-- Work order --
Print the records exactly. Miss nothing.

-- Task input --

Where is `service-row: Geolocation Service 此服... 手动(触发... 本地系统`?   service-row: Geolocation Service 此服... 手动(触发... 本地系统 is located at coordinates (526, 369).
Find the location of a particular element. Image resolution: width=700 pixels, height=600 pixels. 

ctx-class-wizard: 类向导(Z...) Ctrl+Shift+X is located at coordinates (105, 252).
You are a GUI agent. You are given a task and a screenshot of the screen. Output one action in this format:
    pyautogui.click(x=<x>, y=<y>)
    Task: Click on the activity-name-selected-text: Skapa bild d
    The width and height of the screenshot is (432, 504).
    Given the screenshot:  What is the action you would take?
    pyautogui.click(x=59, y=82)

-- Written answer --
Where is `service-row: Geolocation Service 此服... 手动(触发... 本地系统`?   service-row: Geolocation Service 此服... 手动(触发... 本地系统 is located at coordinates (526, 369).
Find the location of a particular element. Image resolution: width=700 pixels, height=600 pixels. 

ctx-class-wizard: 类向导(Z...) Ctrl+Shift+X is located at coordinates (105, 252).
You are a GUI agent. You are given a task and a screenshot of the screen. Output one action in this format:
    pyautogui.click(x=<x>, y=<y>)
    Task: Click on the activity-name-selected-text: Skapa bild d
    The width and height of the screenshot is (432, 504).
    Given the screenshot:  What is the action you would take?
    pyautogui.click(x=59, y=82)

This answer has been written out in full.